Same thing with PS3, Sony added the Nvidia GPU late in the design process, but then they dumped them for AMD for the PS4 because AMD is cheaper.
Nvidia won't sacrifice what they feel they should get per chip, they were fine with Sony and MS going elsewhere.
Nintendo may be getting favorable pricing only because the Tegra line of processors outside of the Switch has turned into a dud for them basically, so the business they get from Nintendo basically fills a void for them. Even for self driving cars, like there's not a ton that use Nvidia's technology yet.
PS5 runs FF7R I at 30 fps, 4K resolution in the graphics enhanced mode, which is what I'm assuming the Switch 2 port is probably running at too. My laptop runs FF7R Integrade at 55-60 fps at 4k resolution too, lol, the PS5 is somewhat a middling chipset, there's nothing that magical about it that you need to elevate it onto this massive pedestal.
Sony has to release a PS5 Pro just to get proper 4K + some ray tracing because the current system doesn't manage it.
The fact is graphics today are different too, graphics effects that may seem "little" like a small amount of mist added to a scene actually tanks performance hard because volumetric fog adds a ton of stress to the GPU. Moderate real-time ray tracing reflections can cripple a PS5 even if its running a game like Xenoblade 3 very easily if you ramp up the real-time lighting.

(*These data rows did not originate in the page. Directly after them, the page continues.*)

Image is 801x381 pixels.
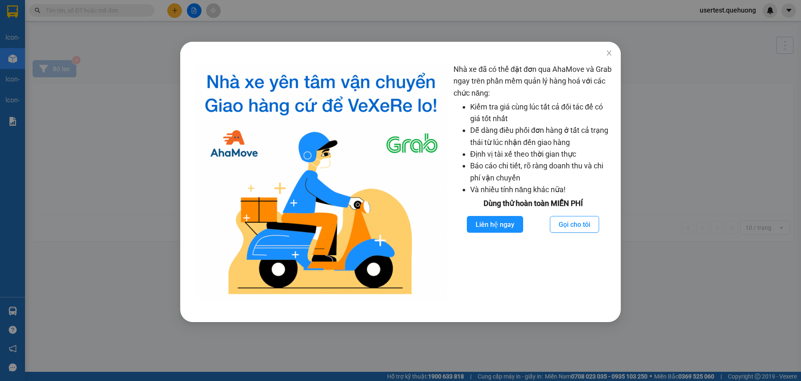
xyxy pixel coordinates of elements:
div: Dùng thử hoàn toàn MIỄN PHÍ [454,197,613,209]
button: Gọi cho tôi [550,216,599,232]
img: logo [195,63,447,301]
span: close [606,50,613,56]
li: Dễ dàng điều phối đơn hàng ở tất cả trạng thái từ lúc nhận đến giao hàng [470,124,613,148]
span: Liên hệ ngay [476,219,515,230]
li: Và nhiều tính năng khác nữa! [470,184,613,195]
li: Định vị tài xế theo thời gian thực [470,148,613,160]
li: Kiểm tra giá cùng lúc tất cả đối tác để có giá tốt nhất [470,101,613,125]
button: Liên hệ ngay [467,216,523,232]
button: Close [598,42,621,65]
li: Báo cáo chi tiết, rõ ràng doanh thu và chi phí vận chuyển [470,160,613,184]
span: Gọi cho tôi [559,219,591,230]
div: Nhà xe đã có thể đặt đơn qua AhaMove và Grab ngay trên phần mềm quản lý hàng hoá với các chức năng: [454,63,613,301]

You can understand this if you use a 3D graphics program like Blender and just build a simple, even low poly scene with a few characters and simple background, something that even a current Switch or XBox 360 should run easily. But once you switch to Cycles rendering (which is realistically accounted for lighting and shadows) and then if you dare add volumetric fog ... that is going to cripple even a 3090 GPU if you try to run it in real-time, the frame rate will tank to like 2-5 frames per second. And the thing it's like the scene looks 50x better when you switch to Cycles either in all cases, it may look almost the same.